From Library Journal
Erian has published in hip, commendable places like Zoetrope and Nerve, but this is her first collection. It's a work one reads and likes despite oneself, because the characters can make one frown. There's Beatrice, who tries to make her grades in school by seducing her professors while rather meanly rejecting the advances of a lovelorn freshman, and newly married Shayna, who could never get through her famous father-in-law's books but falls for him anyway. Erian has a way of creating situations that make one read compulsively, like a guilty pleasure. She's good at capturing the dark and sensual underside of life without either celebrating it, or judging it, or presenting it with deadpan cynicism. She cares, and it comes across. A good choice for public libraries, especially with younger readers who deserve someone voicing their concerns. Barbara Hoffert, "Library Journal"
Copyright 2001 Reed Business Information, Inc.

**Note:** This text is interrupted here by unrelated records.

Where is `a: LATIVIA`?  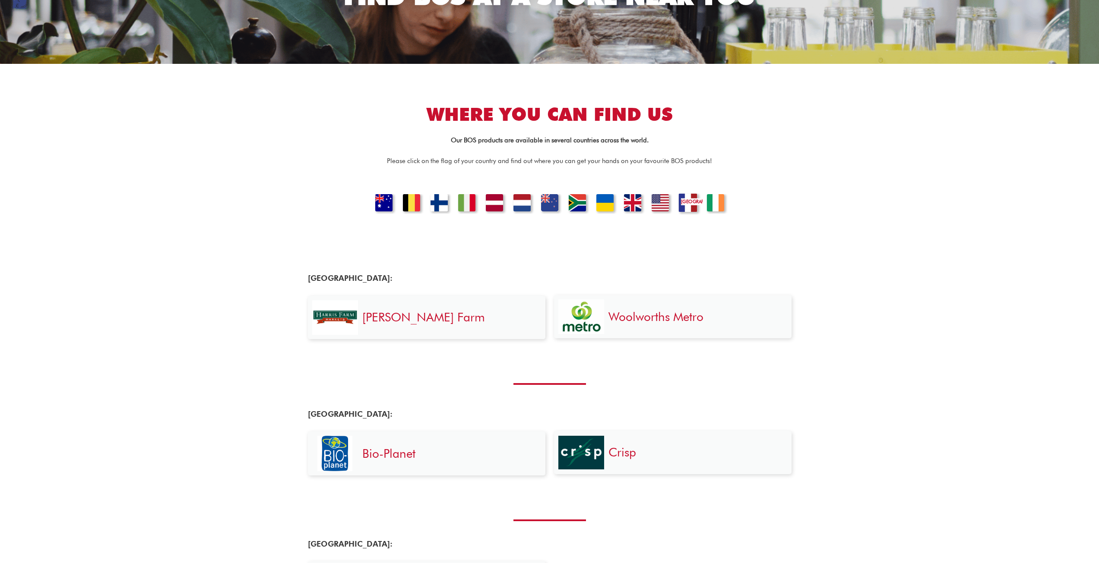
a: LATIVIA is located at coordinates (494, 204).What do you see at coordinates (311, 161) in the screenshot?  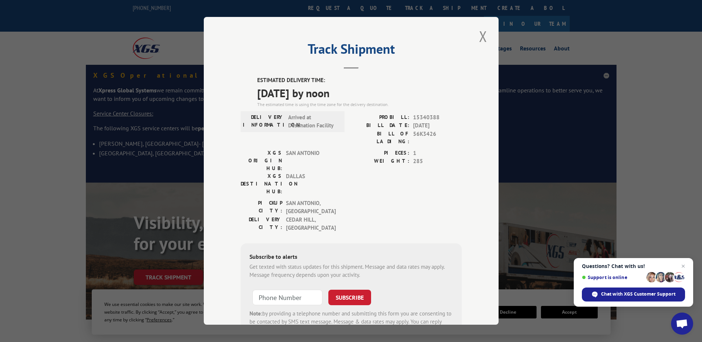 I see `span: SAN ANTONIO` at bounding box center [311, 161].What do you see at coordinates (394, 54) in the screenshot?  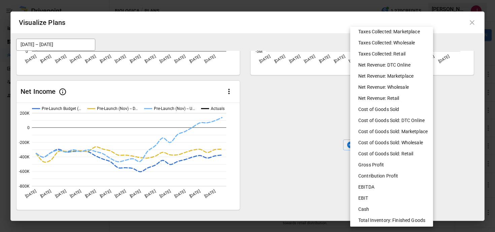 I see `li: Taxes Collected: Retail` at bounding box center [394, 54].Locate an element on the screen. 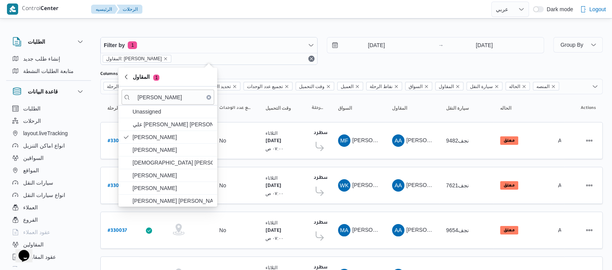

--This text refers to an out of print or unavailable edition of this title.
From Booklist
"I did it against my better judgment" is an old saying usually accompanied by a rueful shake of the head. The characters in Erian's short stories seem possessed of less-than-better judgment well seasoned with rue, acting out signals from a shadowy part of the psyche coordinating with a peculiarly complicated portion of the heart. A new bride finds herself strongly attracted to her father-in-law. Joyce and her brother Farrell bemoan their mother's obsessive need to meddle in strangers' lives, only to see themselves outbidding her in an effort to do the same. Vanessa, who dislikes wearing clothes, torments her modest sister with her nudity as an adolescent, then in college takes up with a superconservative Egyptian exchange student who's distressed at most of her clothes, sorting her closet into two categories: things she should and should not wear. He abandons her (wearing a forbidden bikini) in a lake, but, paradoxically, she marries him. Isn't it funny how those who make us shake our heads can be oddly endearing?
Whitney ScottCopyright © American Library Association. All rights reserved
--This text refers to an out of print or unavailable edition of this title.